From what I can tell its actually 133, the rule not the law.
The first five pages are the table of contents, definitions of acronyms, and then about a 10 page explanation of background and what CISA is required to do by the law. Starting on 98 there is also an analysis, as required by law, of who is affected, what the cost of implementation is, and a wide variety of other details to inform the public on why this on rule and this way. That cost includes what it will cost CISA to implement the rule (e.g., CISA estimates that a covered entity would spend six hours per submission to collect, store, and maintain records ... hourly compensation rate of $35.19). It analyzes this rule for people who might want to critique it from a variety of perspectives and an enormous amount of potential impacts as required by law (e.g., its compliance with technical standards, energy usage, tribal implications).
Its easy to jump on these things for being long, but I would imagine the goal is to be thorough and precise. That matters to making this useful - as it does any law or regulation.

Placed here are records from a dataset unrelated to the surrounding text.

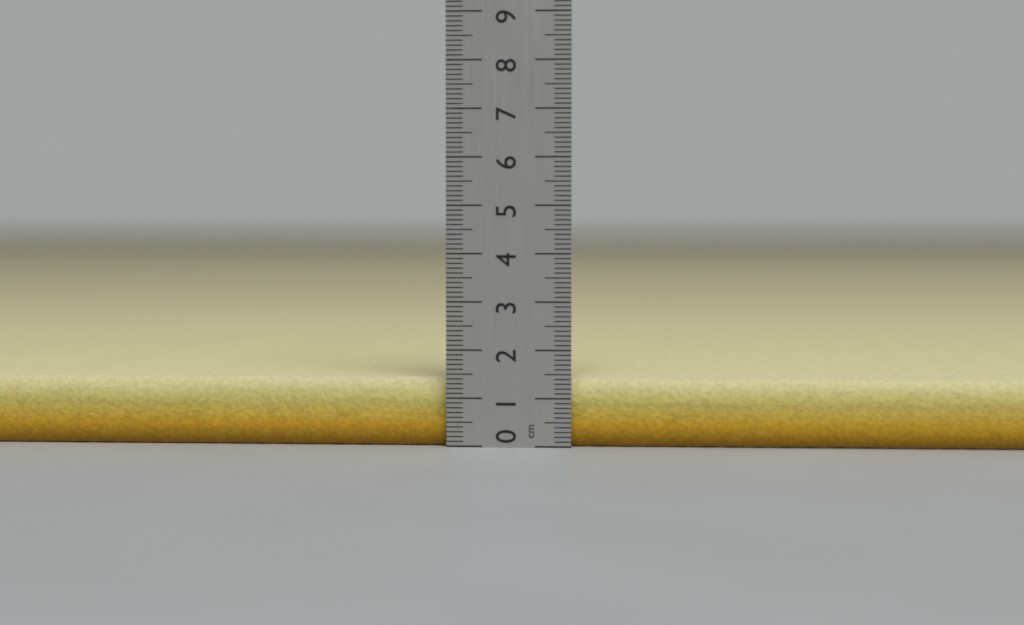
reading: 1.4 cm
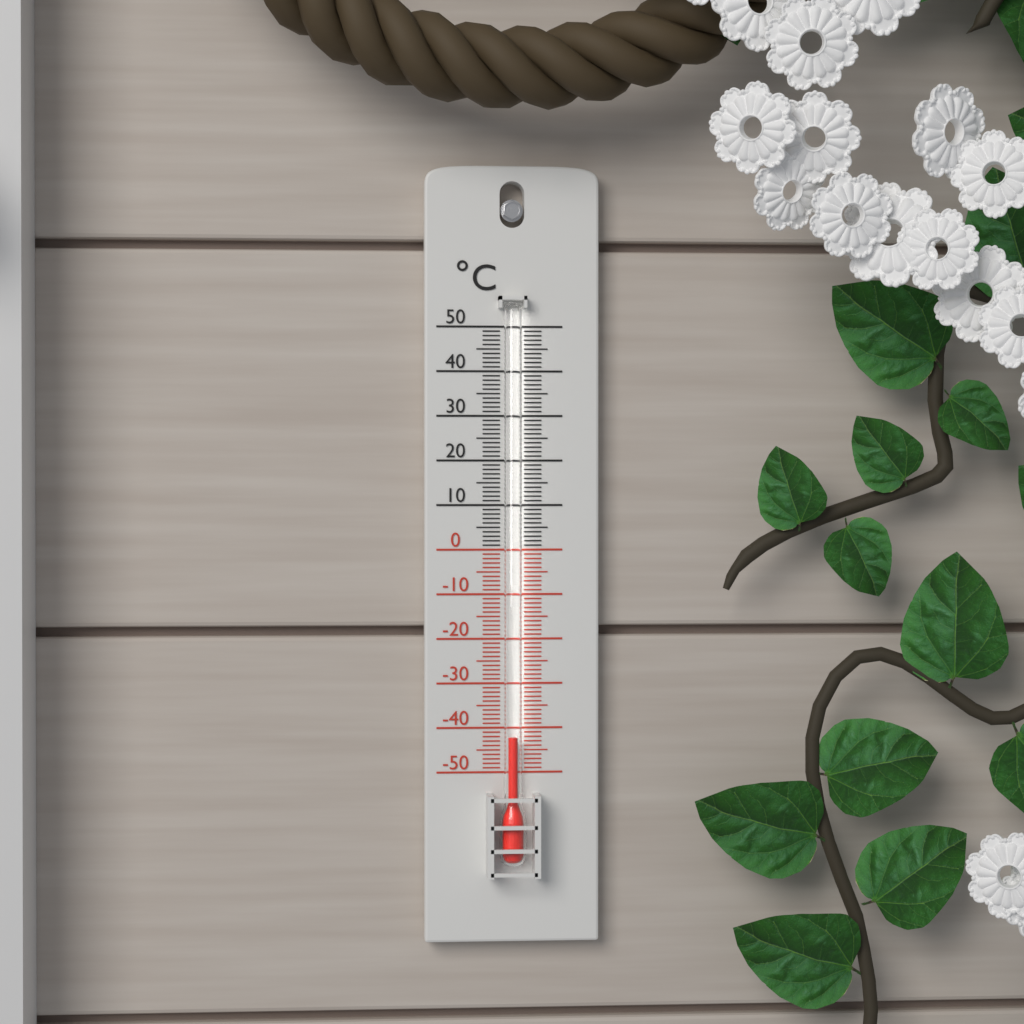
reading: -42 °C
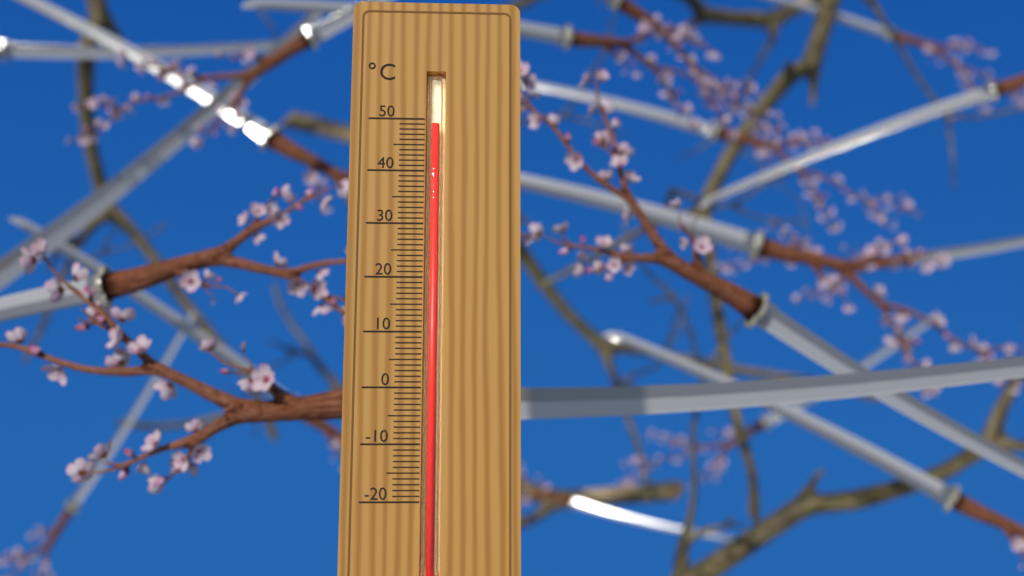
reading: 49 °C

Doing government well is hard...just like writing good code or designing any complex system is hard. Documentation is often, and more often should be extensive. The headline is a cheap shot meant to undermine the actual rule itself.
Tbh I feel like something like this would greatly benefit from being compiled in a documentation repo, like as a wiki or structured like obsidian or logseq docs.
The information is all important but compiled as one big document it's obviously going to tough to crack into and digest. But structuring it into a bunch of smaller sections that you can easily jump between relevant/interconnected bits would make this kind of thing so much more transparent for people.
The first five pages are the table of contents, definitions of acronyms, and then about a 10 page explanation of background and what CISA is required to do by the law. Starting on 98 there is also an analysis, as required by law, of who is affected, what the cost of implementation is, and a wide variety of other details to inform the public on why this on rule and this way. That cost includes what it will cost CISA to implement the rule (e.g., CISA estimates that a covered entity would spend six hours per submission to collect, store, and maintain records ... hourly compensation rate of $35.19). It analyzes this rule for people who might want to critique it from a variety of perspectives and an enormous amount of potential impacts as required by law (e.g., its compliance with technical standards, energy usage, tribal implications).
Its easy to jump on these things for being long, but I would imagine the goal is to be thorough and precise. That matters to making this useful - as it does any law or regulation.
Doing government well is hard...just like writing good code or designing any complex system is hard. Documentation is often, and more often should be extensive. The headline is a cheap shot meant to undermine the actual rule itself.